Osterhaus, as befitted his earlier experiences in Germany and the Republican Party, represented the more radical, reforming element of the Union cause. Taylor, every bit the planter-aristocrat, responded with an eloquent bit of Civil War vintage sarcasm:
“I apologized meekly for my ignorance, on the ground that my ancestors had come from England to Virginia in 1608, and, in the short intervening period of two hundred and fifty-odd years, had found no time to transmit to me correct ideas of the duties of American citizenship. Moreover, my grandfather, commanding the 9th Virginia regiment in our Revolutionary army, had assisted in the defeat and capture of the Hessian mercenaries at Trenton, and I lamented that he had not, by association with these worthies, enlightened his understanding. My friend smiled blandly, and assured me of his willingness to instruct me. Happily for the world, since the days of Huss and Luther, neither tyranny nor taste can repress the Teutonic intellect in search of truth or exposure of error. A kindly, worthy people, the Germans, but wearing on occasions.”
This incident, dramatically and fluently, laid out the contorts of the Reconstruction debate to come, between an unrepentant South and a reforming North. Yet, in the short-term, the biggest winner was neither Taylor nor Osterhaus. It was Canby, who represented reconciliation and nationalism. On the one hand, the South would not return to its former place of political and economic strength that Taylor and his class enjoyed before 1861. Yet, the expanded rights promised and hoped for by Osterhaus and his ilk would remain unfilled.
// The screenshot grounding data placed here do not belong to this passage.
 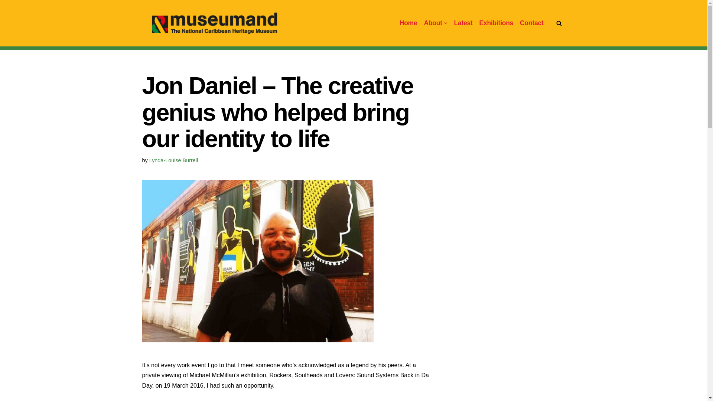 What do you see at coordinates (531, 23) in the screenshot?
I see `Contact` at bounding box center [531, 23].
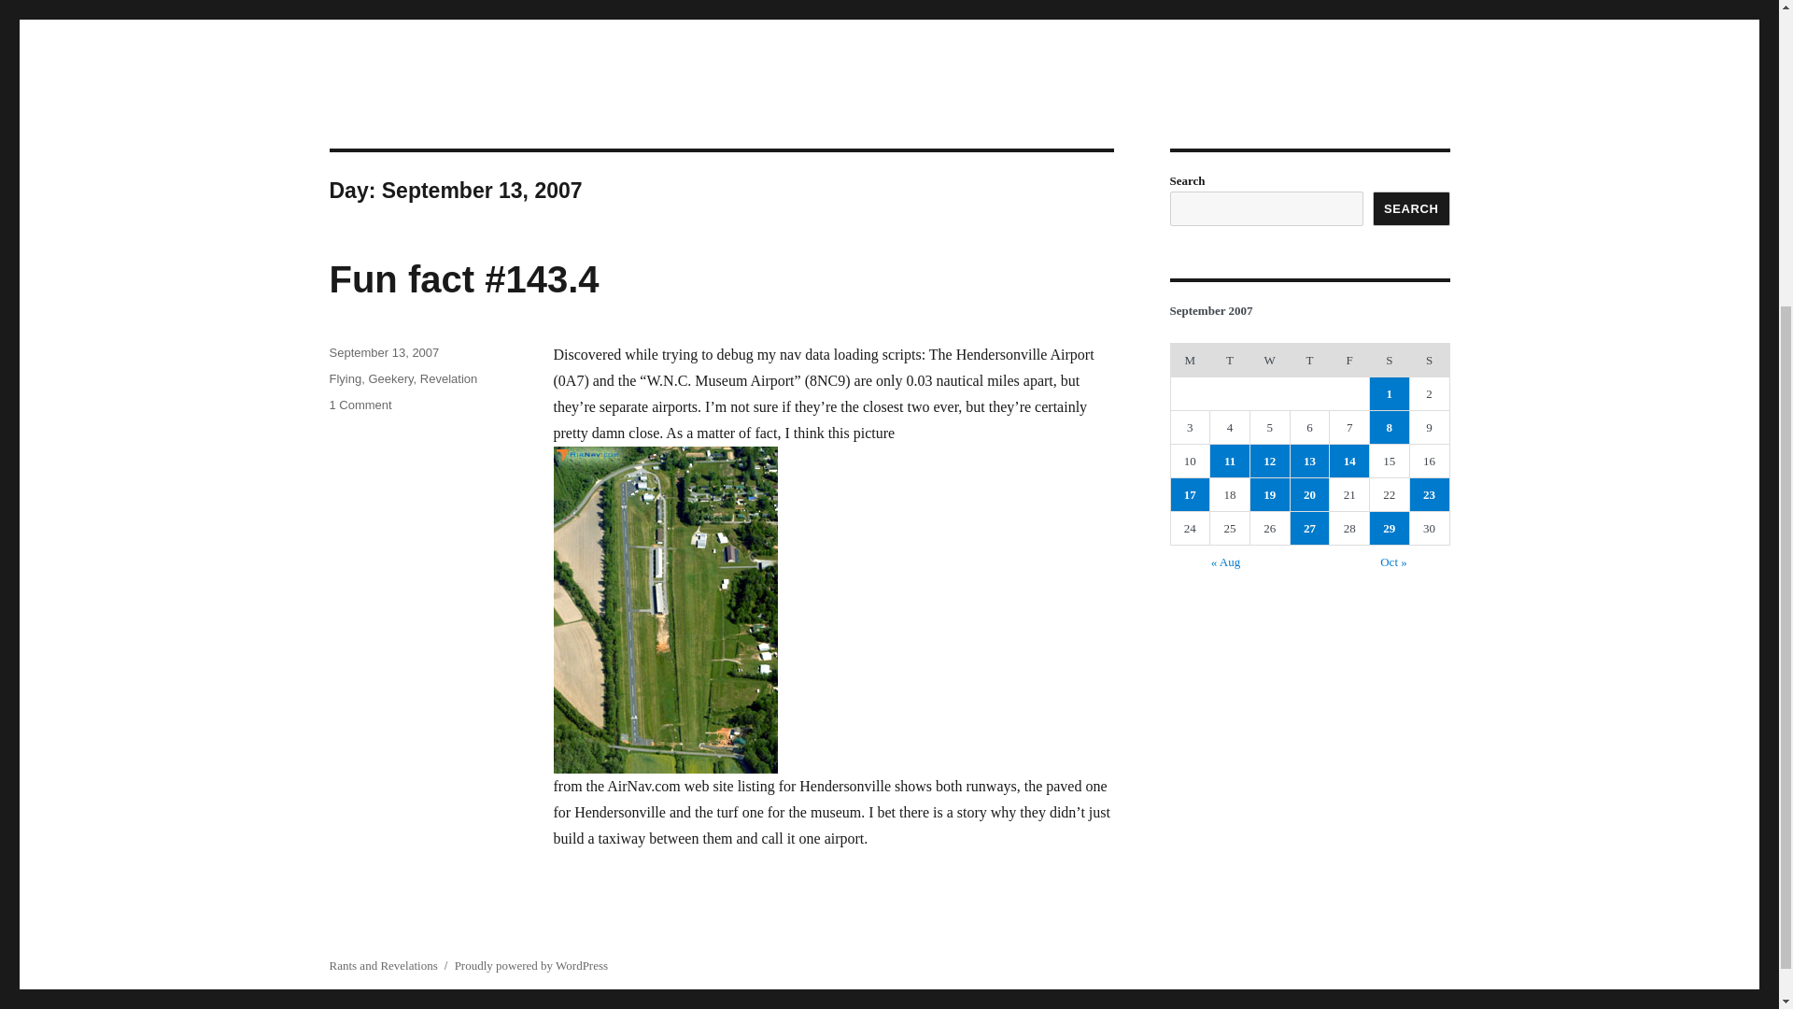  What do you see at coordinates (389, 378) in the screenshot?
I see `Geekery` at bounding box center [389, 378].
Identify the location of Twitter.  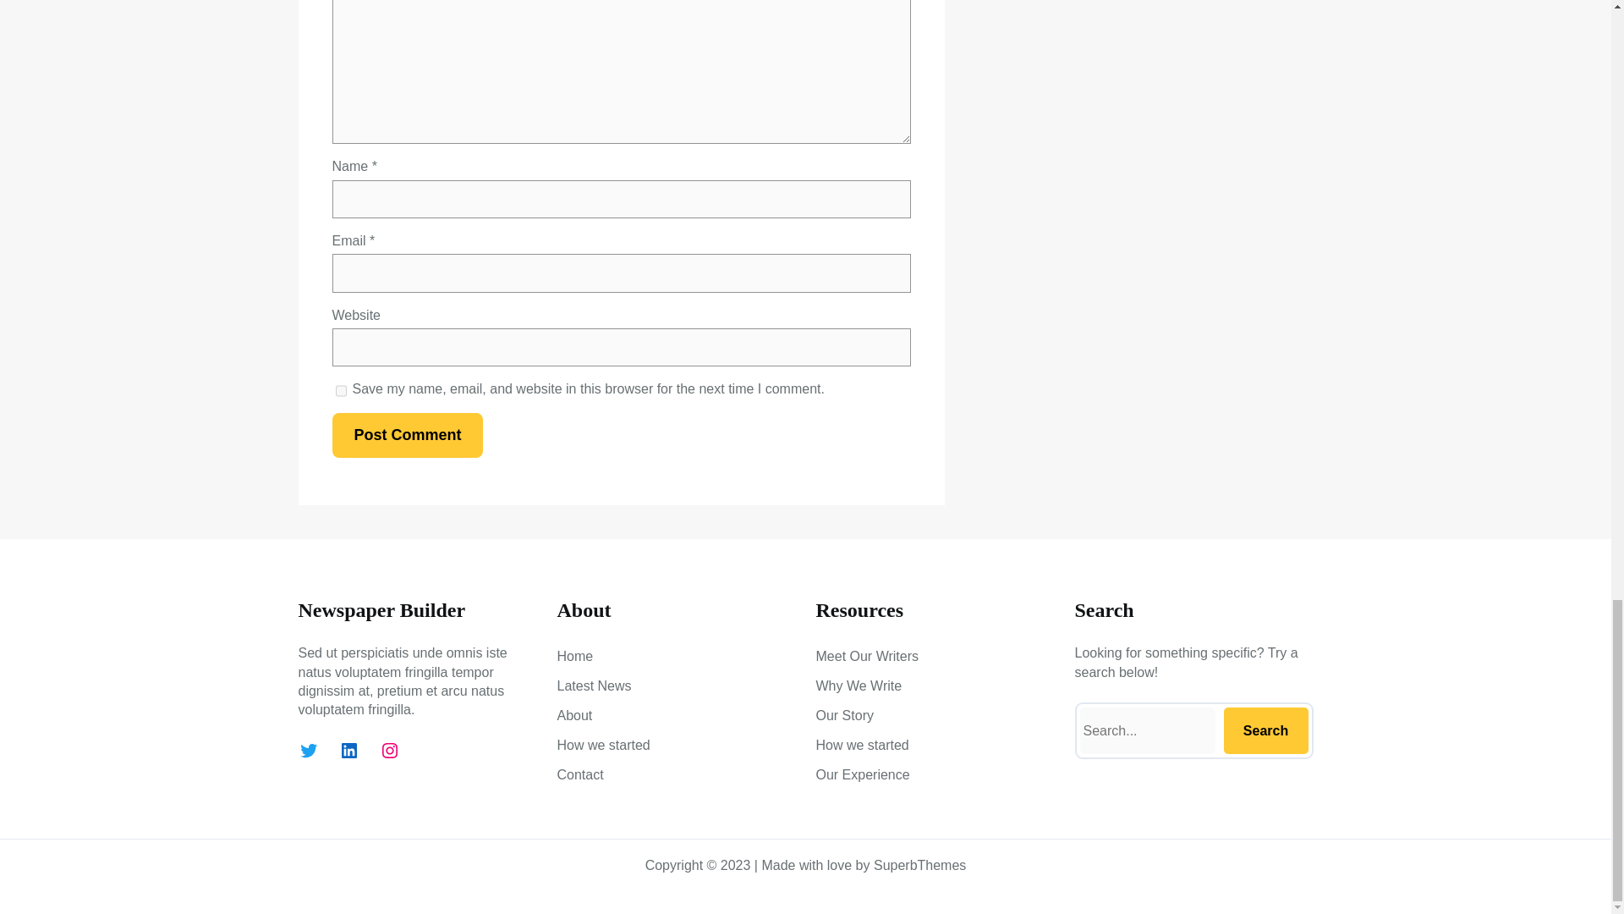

Yet, what strikes one most is the ways in which the debates of today have not changed. Taylor and Osterhaus are still fighting over the war using similar language (although often with less eloquence), with Canby seemingly as helpless as ever within the debate.
Well chosen Sean!
A wonderful anecdote. A joyful, confident and hopeful first generation American, lecturing a scion of one of the oldest European families on the confident!
Hard to find the time for Civics instruction, though. Even today, after four hundred years, some American leaders still cannot transmit the correct ideas of the duties of American citizenship to their constituents.